Make it visible. Evaluate it. Kill it if it’s not serving anyone.
➡️ Start Here ⬇️
I’ve created an Invisible Systems Mapper (powered by AI) to make this process easier. It walks you through identifying your informal systems, surfaces what’s working and what’s broken, and helps you decide which ones to formalize, fix, or kill. Start by filling in your “we always” patterns and download a .txt file to share with your team.
Real Example: The Invisible Student Events System
A high school administrator told me they “don’t have a clear way to inform students about events.”
But when I listened, I heard:
“Student council always posts on Instagram”
“Advisors always announce it in morning meetings”
“The activities coordinator always sends emails through the LMS”
“Digital signage always shows the weekly calendar”
They had a system.
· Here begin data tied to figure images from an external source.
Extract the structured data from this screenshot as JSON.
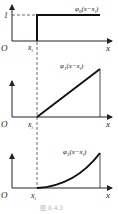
{
  "figure": {
    "caption": "图 8.4.3",
    "panels": [
      {
        "id": "phi0",
        "function_label": "φ0(x−x1)",
        "func_sym": "φ",
        "func_sub": "0",
        "func_arg": "(x−x",
        "func_arg_sub": "i",
        "func_arg_end": ")",
        "origin_label": "O",
        "x_axis_label": "x",
        "x_tick_label": "x",
        "x_tick_sub": "i",
        "y_tick_label": "1",
        "shape": "step"
      },
      {
        "id": "phi1",
        "function_label": "φ1(x−x1)",
        "func_sym": "φ",
        "func_sub": "1",
        "func_arg": "(x−x",
        "func_arg_sub": "i",
        "func_arg_end": ")",
        "origin_label": "O",
        "x_axis_label": "x",
        "x_tick_label": "x",
        "x_tick_sub": "i",
        "shape": "ramp"
      },
      {
        "id": "phi2",
        "function_label": "φ2(x−x1)",
        "func_sym": "φ",
        "func_sub": "2",
        "func_arg": "(x−x",
        "func_arg_sub": "i",
        "func_arg_end": ")",
        "origin_label": "O",
        "x_axis_label": "x",
        "x_tick_label": "x",
        "x_tick_sub": "i",
        "shape": "parabola"
      }
    ],
    "colors": {
      "ink": "#222222",
      "caption": "#bbbbbb"
    }
  }
}
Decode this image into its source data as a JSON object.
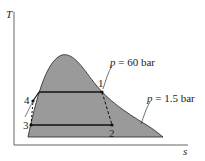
{
  "diagram": {
    "type": "T-s diagram",
    "axes": {
      "y_label": "T",
      "x_label": "s"
    },
    "states": [
      {
        "id": "1",
        "label": "1"
      },
      {
        "id": "2",
        "label": "2"
      },
      {
        "id": "3",
        "label": "3"
      },
      {
        "id": "4",
        "label": "4"
      }
    ],
    "isobars": [
      {
        "label": "p = 60 bar",
        "p_symbol": "p",
        "value_text": " = 60 bar"
      },
      {
        "label": "p = 1.5 bar",
        "p_symbol": "p",
        "value_text": " = 1.5 bar"
      }
    ],
    "colors": {
      "dome_fill": "#9a9a9a",
      "line": "#222222",
      "background": "#ffffff"
    }
  }
}
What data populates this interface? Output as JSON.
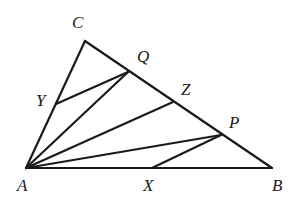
{
  "figure": {
    "kind": "geometry-diagram",
    "background_color": "#ffffff",
    "stroke_color": "#1a1a1a",
    "label_color": "#1a1a1a",
    "width": 294,
    "height": 200
  },
  "points": {
    "A": {
      "label": "A",
      "x": 26,
      "y": 168,
      "label_x": 17,
      "label_y": 177,
      "font_size": 17
    },
    "B": {
      "label": "B",
      "x": 272,
      "y": 168,
      "label_x": 272,
      "label_y": 177,
      "font_size": 17
    },
    "C": {
      "label": "C",
      "x": 85,
      "y": 41,
      "label_x": 72,
      "label_y": 14,
      "font_size": 17
    },
    "Q": {
      "label": "Q",
      "x": 128,
      "y": 72,
      "label_x": 137,
      "label_y": 48,
      "font_size": 17
    },
    "Z": {
      "label": "Z",
      "x": 173,
      "y": 102,
      "label_x": 181,
      "label_y": 81,
      "font_size": 17
    },
    "P": {
      "label": "P",
      "x": 221,
      "y": 135,
      "label_x": 229,
      "label_y": 114,
      "font_size": 17
    },
    "Y": {
      "label": "Y",
      "x": 56,
      "y": 104,
      "label_x": 36,
      "label_y": 92,
      "font_size": 17
    },
    "X": {
      "label": "X",
      "x": 152,
      "y": 168,
      "label_x": 143,
      "label_y": 177,
      "font_size": 17
    }
  },
  "segments": [
    {
      "name": "side-AB",
      "from": "A",
      "to": "B",
      "width": 2.2
    },
    {
      "name": "side-AC",
      "from": "A",
      "to": "C",
      "width": 2.2
    },
    {
      "name": "side-CB",
      "from": "C",
      "to": "B",
      "width": 2.2
    },
    {
      "name": "cevian-AQ",
      "from": "A",
      "to": "Q",
      "width": 2.2
    },
    {
      "name": "cevian-AZ",
      "from": "A",
      "to": "Z",
      "width": 2.2
    },
    {
      "name": "cevian-AP",
      "from": "A",
      "to": "P",
      "width": 2.2
    },
    {
      "name": "segment-YQ",
      "from": "Y",
      "to": "Q",
      "width": 2.2
    },
    {
      "name": "segment-XP",
      "from": "X",
      "to": "P",
      "width": 2.2
    }
  ],
  "label_order": [
    "C",
    "Q",
    "Y",
    "Z",
    "P",
    "A",
    "X",
    "B"
  ]
}
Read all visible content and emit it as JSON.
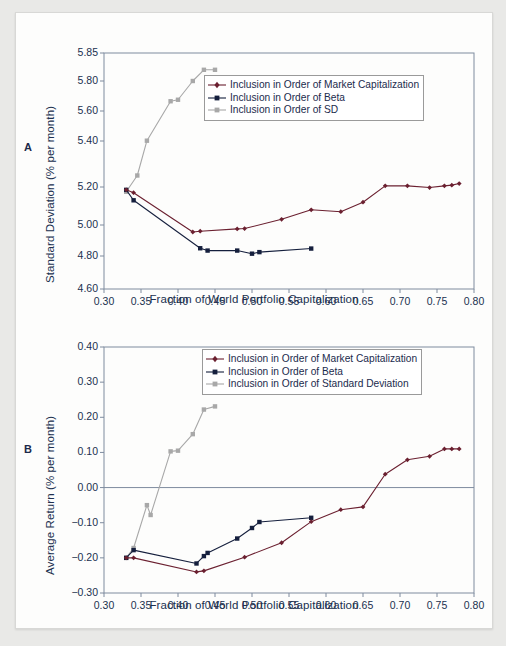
{
  "figure": {
    "background": "#e9e9e7",
    "page_background": "#fdfdfc",
    "colors": {
      "market_cap": "#6b2030",
      "beta": "#151f3d",
      "sd": "#a8a8a8",
      "axis": "#7e8b9e",
      "text": "#20304f"
    }
  },
  "panels": [
    {
      "letter": "A",
      "xlabel": "Fraction of World Portfolio Capitalization",
      "ylabel": "Standard Deviation (% per month)",
      "xticks": [
        "0.30",
        "0.35",
        "0.40",
        "0.45",
        "0.50",
        "0.55",
        "0.60",
        "0.65",
        "0.70",
        "0.75",
        "0.80"
      ],
      "yticks": [
        "4.60",
        "4.80",
        "5.00",
        "5.20",
        "5.40",
        "5.60",
        "5.80",
        "5.85"
      ],
      "legend": [
        "Inclusion in Order of Market Capitalization",
        "Inclusion in Order of Beta",
        "Inclusion in Order of SD"
      ]
    },
    {
      "letter": "B",
      "xlabel": "Fraction of World Portfolio Capitalization",
      "ylabel": "Average Return (% per month)",
      "xticks": [
        "0.30",
        "0.35",
        "0.40",
        "0.45",
        "0.50",
        "0.55",
        "0.60",
        "0.65",
        "0.70",
        "0.75",
        "0.80"
      ],
      "yticks": [
        "−0.30",
        "−0.20",
        "−0.10",
        "0.00",
        "0.10",
        "0.20",
        "0.30",
        "0.40"
      ],
      "legend": [
        "Inclusion in Order of Market Capitalization",
        "Inclusion in Order of Beta",
        "Inclusion in Order of Standard Deviation"
      ]
    }
  ],
  "chart_data": [
    {
      "type": "line",
      "panel": "A",
      "title": "",
      "xlabel": "Fraction of World Portfolio Capitalization",
      "ylabel": "Standard Deviation (% per month)",
      "xlim": [
        0.3,
        0.8
      ],
      "ylim": [
        4.6,
        5.85
      ],
      "y_axis_note": "non-linear / broken axis: ticks 4.60,4.80,5.00,5.20,5.40,5.60,5.80,5.85 are not evenly spaced in value",
      "ytick_values": [
        4.6,
        4.8,
        5.0,
        5.2,
        5.4,
        5.6,
        5.8,
        5.85
      ],
      "xtick_values": [
        0.3,
        0.35,
        0.4,
        0.45,
        0.5,
        0.55,
        0.6,
        0.65,
        0.7,
        0.75,
        0.8
      ],
      "grid": false,
      "legend_position": "upper center",
      "series": [
        {
          "name": "Inclusion in Order of Market Capitalization",
          "color": "#6b2030",
          "marker": "diamond",
          "x": [
            0.33,
            0.34,
            0.42,
            0.43,
            0.48,
            0.49,
            0.54,
            0.58,
            0.62,
            0.65,
            0.68,
            0.71,
            0.74,
            0.76,
            0.77,
            0.78
          ],
          "y": [
            5.185,
            5.17,
            4.955,
            4.96,
            4.975,
            4.977,
            5.03,
            5.08,
            5.07,
            5.12,
            5.205,
            5.205,
            5.197,
            5.205,
            5.208,
            5.215
          ]
        },
        {
          "name": "Inclusion in Order of Beta",
          "color": "#151f3d",
          "marker": "square",
          "x": [
            0.33,
            0.34,
            0.43,
            0.44,
            0.48,
            0.5,
            0.51,
            0.58
          ],
          "y": [
            5.185,
            5.13,
            4.85,
            4.835,
            4.835,
            4.815,
            4.825,
            4.848
          ]
        },
        {
          "name": "Inclusion in Order of SD",
          "color": "#a8a8a8",
          "marker": "square",
          "x": [
            0.33,
            0.345,
            0.358,
            0.39,
            0.4,
            0.42,
            0.435,
            0.45
          ],
          "y": [
            5.175,
            5.25,
            5.402,
            5.665,
            5.675,
            5.8,
            5.82,
            5.82
          ]
        }
      ]
    },
    {
      "type": "line",
      "panel": "B",
      "title": "",
      "xlabel": "Fraction of World Portfolio Capitalization",
      "ylabel": "Average Return (% per month)",
      "xlim": [
        0.3,
        0.8
      ],
      "ylim": [
        -0.3,
        0.4
      ],
      "ytick_values": [
        -0.3,
        -0.2,
        -0.1,
        0.0,
        0.1,
        0.2,
        0.3,
        0.4
      ],
      "xtick_values": [
        0.3,
        0.35,
        0.4,
        0.45,
        0.5,
        0.55,
        0.6,
        0.65,
        0.7,
        0.75,
        0.8
      ],
      "grid": false,
      "zero_line": true,
      "legend_position": "upper right",
      "series": [
        {
          "name": "Inclusion in Order of Market Capitalization",
          "color": "#6b2030",
          "marker": "diamond",
          "x": [
            0.33,
            0.34,
            0.425,
            0.435,
            0.49,
            0.54,
            0.58,
            0.62,
            0.65,
            0.68,
            0.71,
            0.74,
            0.76,
            0.77,
            0.78
          ],
          "y": [
            -0.2,
            -0.2,
            -0.24,
            -0.237,
            -0.198,
            -0.157,
            -0.097,
            -0.063,
            -0.055,
            0.038,
            0.079,
            0.089,
            0.11,
            0.11,
            0.11
          ]
        },
        {
          "name": "Inclusion in Order of Beta",
          "color": "#151f3d",
          "marker": "square",
          "x": [
            0.33,
            0.34,
            0.425,
            0.435,
            0.44,
            0.48,
            0.5,
            0.51,
            0.58
          ],
          "y": [
            -0.2,
            -0.178,
            -0.216,
            -0.195,
            -0.186,
            -0.145,
            -0.115,
            -0.098,
            -0.086
          ]
        },
        {
          "name": "Inclusion in Order of Standard Deviation",
          "color": "#a8a8a8",
          "marker": "square",
          "x": [
            0.33,
            0.34,
            0.358,
            0.363,
            0.39,
            0.4,
            0.42,
            0.435,
            0.45
          ],
          "y": [
            -0.2,
            -0.172,
            -0.05,
            -0.078,
            0.103,
            0.105,
            0.152,
            0.222,
            0.231
          ]
        }
      ]
    }
  ]
}
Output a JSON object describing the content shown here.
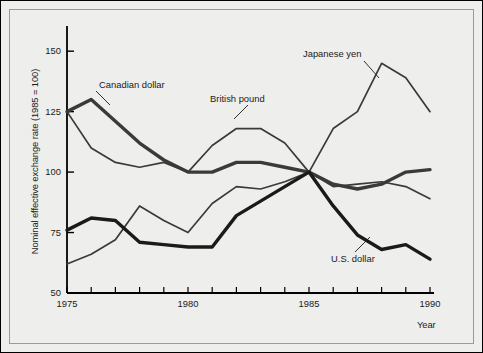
{
  "chart_data": {
    "type": "line",
    "title": "",
    "xlabel": "Year",
    "ylabel": "Nominal effective exchange rate (1985 = 100)",
    "xlim": [
      1975,
      1990
    ],
    "ylim": [
      50,
      160
    ],
    "yticks": [
      50,
      75,
      100,
      125,
      150
    ],
    "ytick_labels": [
      "50",
      "75",
      "100",
      "125",
      "150"
    ],
    "xticks": [
      1975,
      1976,
      1977,
      1978,
      1979,
      1980,
      1981,
      1982,
      1983,
      1984,
      1985,
      1986,
      1987,
      1988,
      1989,
      1990
    ],
    "xtick_labels_shown": [
      "1975",
      "1980",
      "1985",
      "1990"
    ],
    "grid": false,
    "legend": "inline annotations",
    "x": [
      1975,
      1976,
      1977,
      1978,
      1979,
      1980,
      1981,
      1982,
      1983,
      1984,
      1985,
      1986,
      1987,
      1988,
      1989,
      1990
    ],
    "series": [
      {
        "name": "Canadian dollar",
        "label": "Canadian dollar",
        "color": "#3a3a3a",
        "width": 3.4,
        "values": [
          125,
          130,
          121,
          112,
          105,
          100,
          100,
          104,
          104,
          102,
          100,
          95,
          93,
          95,
          100,
          101
        ]
      },
      {
        "name": "British pound",
        "label": "British pound",
        "color": "#3a3a3a",
        "width": 1.7,
        "values": [
          125,
          110,
          104,
          102,
          104,
          100,
          111,
          118,
          118,
          112,
          100,
          94,
          95,
          96,
          94,
          89
        ]
      },
      {
        "name": "Japanese yen",
        "label": "Japanese yen",
        "color": "#3a3a3a",
        "width": 1.7,
        "values": [
          62,
          66,
          72,
          86,
          80,
          75,
          87,
          94,
          93,
          96,
          100,
          118,
          125,
          145,
          139,
          125
        ]
      },
      {
        "name": "U.S. dollar",
        "label": "U.S. dollar",
        "color": "#1a1a1a",
        "width": 3.4,
        "values": [
          76,
          81,
          80,
          71,
          70,
          69,
          69,
          82,
          88,
          94,
          100,
          86,
          74,
          68,
          70,
          64
        ]
      }
    ],
    "annotations": [
      {
        "name": "canadian-dollar",
        "text": "Canadian dollar",
        "x": 99,
        "y": 79,
        "leader": [
          [
            96,
            91
          ],
          [
            110,
            105
          ]
        ]
      },
      {
        "name": "british-pound",
        "text": "British pound",
        "x": 210,
        "y": 93,
        "leader": [
          [
            248,
            105
          ],
          [
            234,
            119
          ]
        ]
      },
      {
        "name": "japanese-yen",
        "text": "Japanese yen",
        "x": 303,
        "y": 48,
        "leader": [
          [
            364,
            61
          ],
          [
            379,
            78
          ]
        ]
      },
      {
        "name": "us-dollar",
        "text": "U.S. dollar",
        "x": 331,
        "y": 253,
        "leader": [
          [
            355,
            252
          ],
          [
            370,
            237
          ]
        ]
      }
    ]
  }
}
Just not an explicit one, and students didn’t know which channel to trust.
We documented it:
System Name: Student Event Communication Protocol
Process:
Activities coordinator updates master calendar
Student council posts to Instagram
Advisors announce in morning meetings
LMS message goes out
Digital signage updates
Problem identified: Six different channels with no coordination. Students don’t know which to trust. Timing varies. Information conflicts.
The fix: We created an ongoing slide deck where students and advisors could drop announcements for the student body. All other channels pointed to it: “Check the [school mascot] Diaries.”
Owner: Activities Coordinator (newly formalized)
Responsibilities:
Maintain master slide deck
Coordinate all channels to point to single source
Track which events have low attendance
Monthly check-in with student focus group
Result: Student attendance at optional events increased 23%, and email overload decreased considerably. The invisible system became reliable.
Your Move This Week
Step 1: Identify one “we always” pattern
Listen for recurring language. Write down one pattern.
Step 2: Map it (15 minutes)
Use the template. Document what actually happens.
Step 3: Decide its fate
Formalize it? → Create Ownership Charter
Fix it? → Identify what’s broken, assign someone to improve
Kill it? → Stop doing something that serves no one
What This Unlocks
When you start seeing invisible systems:
You gain clarity about what’s actually happening (not what you think happens)
You can improve existing patterns instead of always building new ones
You capture institutional knowledge before people leave
Ownership feels natural because you’re formalizing what people already do
This isn’t about adding more systems. It’s about seeing the systems you already have and making them work better.
The most powerful systems aren’t always the new ones you design. Sometimes they’re the invisible ones you finally name.
Your Experience
What “we always” patterns are hiding in your school? Hit reply and tell me. I’m always collecting invisible systems that became visible.
Systematically yours,
About the Author:
G (short for Gitane) is co-founder and Chief Creative Officer at EKG Collective, helping international schools turn communication complexity into systematic clarity. Learn more at ekgcollective.com.




I totally agree— the invisible systems take up people’s bandwidth to remember and disseminate to new folks… documenting it all can add clarity. Thanks for this!